Failure to get past a PCI bridge
John Baldwin
jhb at freebsd.org
Mon Jun 8 15:33:57 UTC 2009
On Monday 08 June 2009 4:09:11 am Josef Moellers wrote:
> 'morning,
>
> John Baldwin wrote:
> > On Friday 05 June 2009 10:51:44 am Josef Moellers wrote:
> >
> >> Hello,
> >>
> >> Thanks for the help!
> >>
> >> John Baldwin wrote:
> >>
> >>> On Friday 05 June 2009 5:17:25 am Josef Moellers wrote:
> >>>
> >>>
> >>>> Difficult, since I can't boot properly.
> >>>> However, I have managed to get the dsdt using a SuSE Linux and have run
> >>>> that through acpidump -d on a 7.2 running on a XEN virtual machine.
> >>>> Here's the result.
> >>>>
> >>>>
> >>> Hmm, your BIOS is certainly hosed. First, it does have separate
processor
> >>> objects:
> >>>
> >> [...]
> >>
> >> I'll show this to our BIOS people. When I talked to them before, they
> >> claimed that everything were OK, since the OSes we support do come up
> >> properly.
> >>
> >
> > I think your BIOS is actually ok, sorry my e-mail was a bit of a stream of
> > conciousness.
> >
> That's what my colleague confirmed ;-)
> However, being the nice guy that he is, he provided me with a
> preliminary extra special test version (he was on the brink of going on
> holiday!), which presents the bridges in their numerical order (0, 1, 2,
> 0xfe, 0xff). With that BIOS, I finally got access to the keyboard and
> RAID controller and all and I'm installing FBSD as I'm writing this.
>
> So, maybe the algorithm shouldn't be "if we find a bridge with number 0
> which is not the first one, give it another number" shouldn't this be
> "if we find *a* *second* bridge with number 0, give it another number"?
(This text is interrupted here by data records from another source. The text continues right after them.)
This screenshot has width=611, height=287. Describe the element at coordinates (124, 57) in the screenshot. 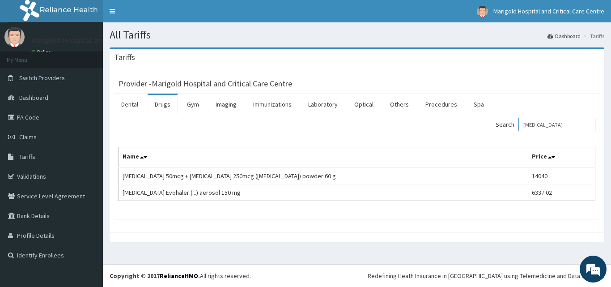

I see `h3: Tariffs` at that location.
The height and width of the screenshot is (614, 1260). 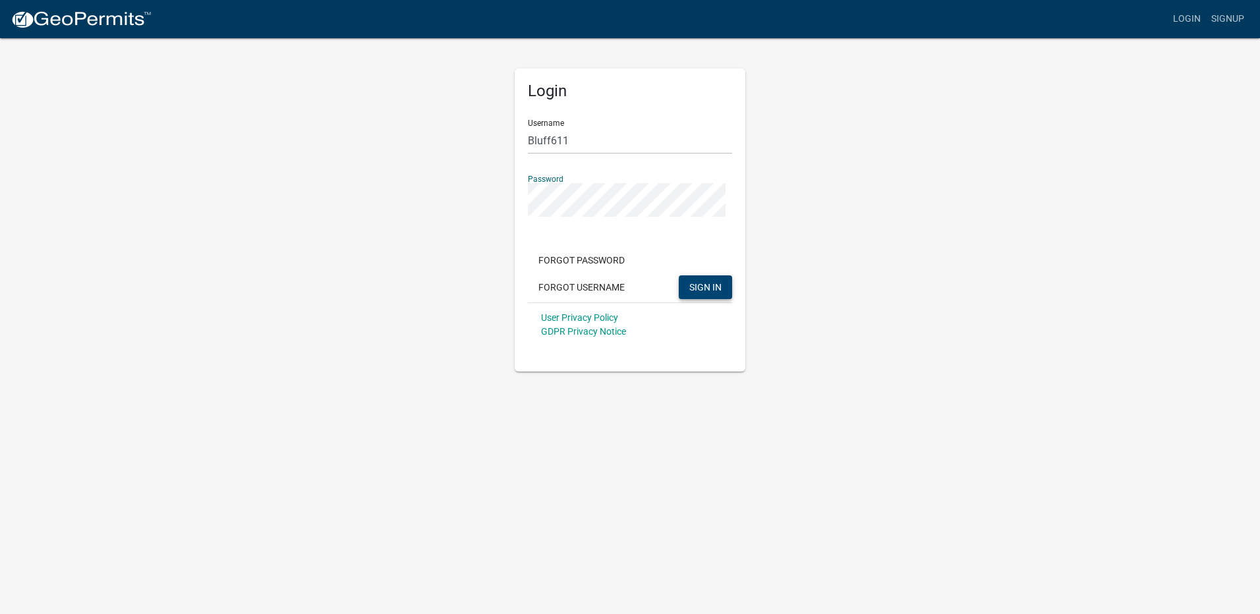 What do you see at coordinates (581, 260) in the screenshot?
I see `button: Forgot Password` at bounding box center [581, 260].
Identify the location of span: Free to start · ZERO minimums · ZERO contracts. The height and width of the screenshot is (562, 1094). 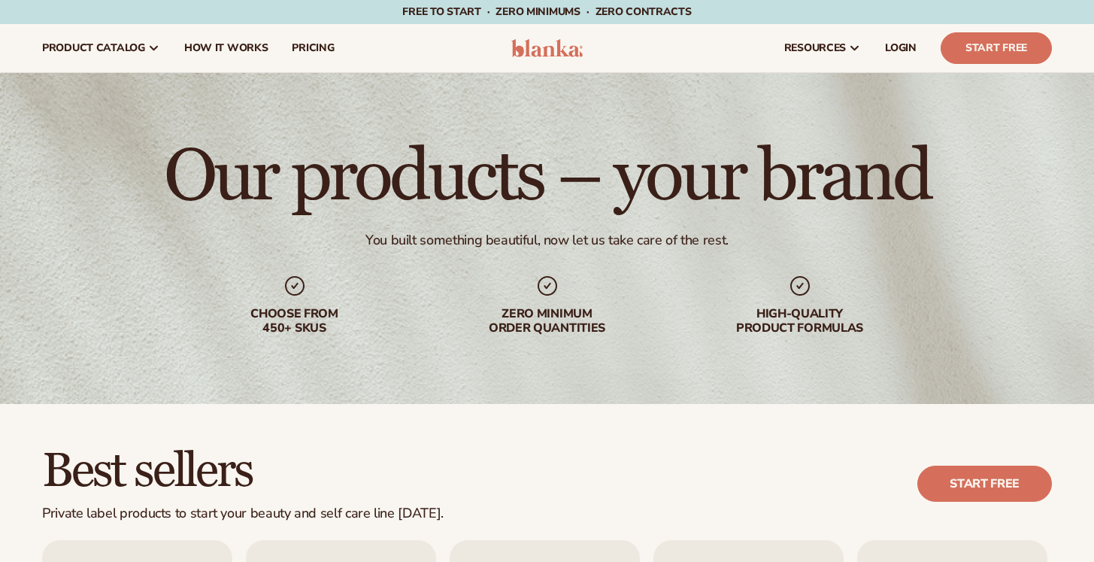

Yes, that's bascially what my patch does.
> > Ah, if you have a working machine where you can build a kernel, you can
build
> > an new CD using an existing ISO as a template. Simply build a GENERIC
kernel
> > and install it into some DESTDIR=/foo and mount the ISO image using
mdconfig
> > to /dist. Then do something like 'mkisofs -o new.iso -r -J -b
> > boot/cdboot -no-emul-boot -x /dist/boot/kernel /dist /foo'. If that
> > complains about duplicate 'boot/kernel' then you may need to copy all
> > of /dist/boot to /foo/boot, install the new kernel into /foo, and
> > use '-x /dist/boot /dist /foo'.
> >
> > Also, if this machine supports PXE boot at all, that can be a way to boot
a
> > test kernel as well.
> Maybe that's what we'll have to do after all.
Ok, let me know if it works. Thanks.